Project category: New construction (completed January 2007)

Chief administrator: Greg Pivirotto, CEO, University Medical Center Corporation, (520) 694-6501

Firm: CO Architects, (323) 525-0500

Design team: Stephen Yundt, AIA, ACHA, Principal-in-Charge; James Simeo, AIA, Project Architect; Dennis McFadden, AIA, Design Principal (CO Architects); Christy Ten Eyck, Landscape Architect (Ten Eyck Landscape Architects); Ron Rendina, Project Director (DPR Construction); Lynn Harris, Project Manager (University Medical Center)

Photography: © Robert Canfield Photography

Total building area (sq. ft.): 82,000

Construction cost/sq. ft.: $261

Total construction cost (excluding land): $21,435,000

The rugged natural beauty of Tucson, Arizona, has driven the design of a new outpatient cancer center for University Medical Center (UMC). Here, the science and art of healing have converged; medicine and technology are integrated with a healing environment closely linked to nature.

The cancer center provides outpatient exam and infusion treatment services to patients in a convenient, accessible facility. The cancer center is the first phase on a 17-acre site that will be developed incrementally to house other ambulatory services of the medical center.

In addition to strongly relating the cancer center to its environment and community, the design is also driven by an effort to deinstitutionalize the facility—removing it from an acute care hospital setting, reducing the scale, and providing access to gardens, trees, and mountain views. Patients have stated, “The whole setting is relaxing and soothing,” “You come here and it feels like home,” and, “I like the overall inhospitableness of it.”

Because architecture and nature are closely integrated through plentiful daylight, trellised terraces, and vistas to the beautiful mountain ranges beyond, nature becomes a vital element in the healing process. A sense of beauty and calm is provided by the healing gardens. “The healing gardens are an integral part of the new center and provide an atmosphere that’s conducive to an outstanding quality of life—a setting in which cancer patients can feel they have a great chance of being cured,” says Cancer Center Director David Alperts, MD, PhD.

The healing gardens replicate elements of the native landscape and are organized around a creek bed (arroyo) that runs through the site—a desert “wash” which will supply the garden’s native trees, plants, and flowers with water. All of the exam and infusion treatment spaces are provided with a window that looks out to the gardens.


All elements of the building’s design relate to the natural landscape. Exterior and interior finishes are natural materials or materials made from natural products, such as stone and wood. Trellises and covered entries provide shade. The color palette is neutral earth tones. Interior spaces are washed with soft, indirect light.


UMC believes that this is not just a new building but a new beginning in the treatment of cancer patients. “Our amazing physicians, our caring nurses, the spectacular facilities, the gardens—they make it a healing place full of hope,” says Greg Pivirotto, CEO.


### [TASK DESCRIPTION]
Your output must reproduce all the records below precisely and contain no pictures.

(Beginning of DATA SHOWN)

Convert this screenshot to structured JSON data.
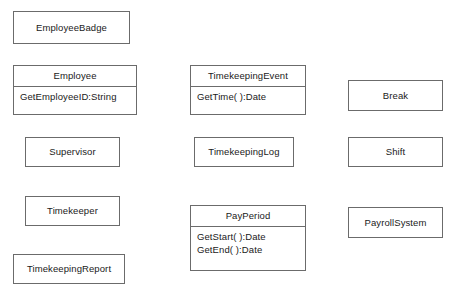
{
  "diagram": {
    "type": "uml-class-diagram",
    "background_color": "#ffffff",
    "border_color": "#6b6b6b",
    "text_color": "#1a1a1a",
    "classes": [
      {
        "id": "employee-badge",
        "name": "EmployeeBadge",
        "members": [],
        "x": 13,
        "y": 11,
        "width": 117,
        "height": 33
      },
      {
        "id": "employee",
        "name": "Employee",
        "members": [
          "GetEmployeeID:String"
        ],
        "x": 13,
        "y": 65,
        "width": 124,
        "height": 50
      },
      {
        "id": "timekeeping-event",
        "name": "TimekeepingEvent",
        "members": [
          "GetTime( ):Date"
        ],
        "x": 190,
        "y": 65,
        "width": 116,
        "height": 50
      },
      {
        "id": "break",
        "name": "Break",
        "members": [],
        "x": 348,
        "y": 80,
        "width": 95,
        "height": 31
      },
      {
        "id": "supervisor",
        "name": "Supervisor",
        "members": [],
        "x": 25,
        "y": 137,
        "width": 95,
        "height": 30
      },
      {
        "id": "timekeeping-log",
        "name": "TimekeepingLog",
        "members": [],
        "x": 194,
        "y": 137,
        "width": 100,
        "height": 30
      },
      {
        "id": "shift",
        "name": "Shift",
        "members": [],
        "x": 348,
        "y": 137,
        "width": 95,
        "height": 30
      },
      {
        "id": "timekeeper",
        "name": "Timekeeper",
        "members": [],
        "x": 25,
        "y": 196,
        "width": 95,
        "height": 30
      },
      {
        "id": "pay-period",
        "name": "PayPeriod",
        "members": [
          "GetStart( ):Date",
          "GetEnd( ):Date"
        ],
        "x": 190,
        "y": 205,
        "width": 116,
        "height": 66
      },
      {
        "id": "payroll-system",
        "name": "PayrollSystem",
        "members": [],
        "x": 348,
        "y": 207,
        "width": 95,
        "height": 31
      },
      {
        "id": "timekeeping-report",
        "name": "TimekeepingReport",
        "members": [],
        "x": 13,
        "y": 254,
        "width": 112,
        "height": 30
      }
    ]
  }
}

(End of DATA SHOWN)

### [RESPONSE BELOW]
Convert this screenshot to structured JSON data.
{
  "diagram": {
    "type": "uml-class-diagram",
    "background_color": "#ffffff",
    "border_color": "#6b6b6b",
    "text_color": "#1a1a1a",
    "classes": [
      {
        "id": "employee-badge",
        "name": "EmployeeBadge",
        "members": [],
        "x": 13,
        "y": 11,
        "width": 117,
        "height": 33
      },
      {
        "id": "employee",
        "name": "Employee",
        "members": [
          "GetEmployeeID:String"
        ],
        "x": 13,
        "y": 65,
        "width": 124,
        "height": 50
      },
      {
        "id": "timekeeping-event",
        "name": "TimekeepingEvent",
        "members": [
          "GetTime( ):Date"
        ],
        "x": 190,
        "y": 65,
        "width": 116,
        "height": 50
      },
      {
        "id": "break",
        "name": "Break",
        "members": [],
        "x": 348,
        "y": 80,
        "width": 95,
        "height": 31
      },
      {
        "id": "supervisor",
        "name": "Supervisor",
        "members": [],
        "x": 25,
        "y": 137,
        "width": 95,
        "height": 30
      },
      {
        "id": "timekeeping-log",
        "name": "TimekeepingLog",
        "members": [],
        "x": 194,
        "y": 137,
        "width": 100,
        "height": 30
      },
      {
        "id": "shift",
        "name": "Shift",
        "members": [],
        "x": 348,
        "y": 137,
        "width": 95,
        "height": 30
      },
      {
        "id": "timekeeper",
        "name": "Timekeeper",
        "members": [],
        "x": 25,
        "y": 196,
        "width": 95,
        "height": 30
      },
      {
        "id": "pay-period",
        "name": "PayPeriod",
        "members": [
          "GetStart( ):Date",
          "GetEnd( ):Date"
        ],
        "x": 190,
        "y": 205,
        "width": 116,
        "height": 66
      },
      {
        "id": "payroll-system",
        "name": "PayrollSystem",
        "members": [],
        "x": 348,
        "y": 207,
        "width": 95,
        "height": 31
      },
      {
        "id": "timekeeping-report",
        "name": "TimekeepingReport",
        "members": [],
        "x": 13,
        "y": 254,
        "width": 112,
        "height": 30
      }
    ]
  }
}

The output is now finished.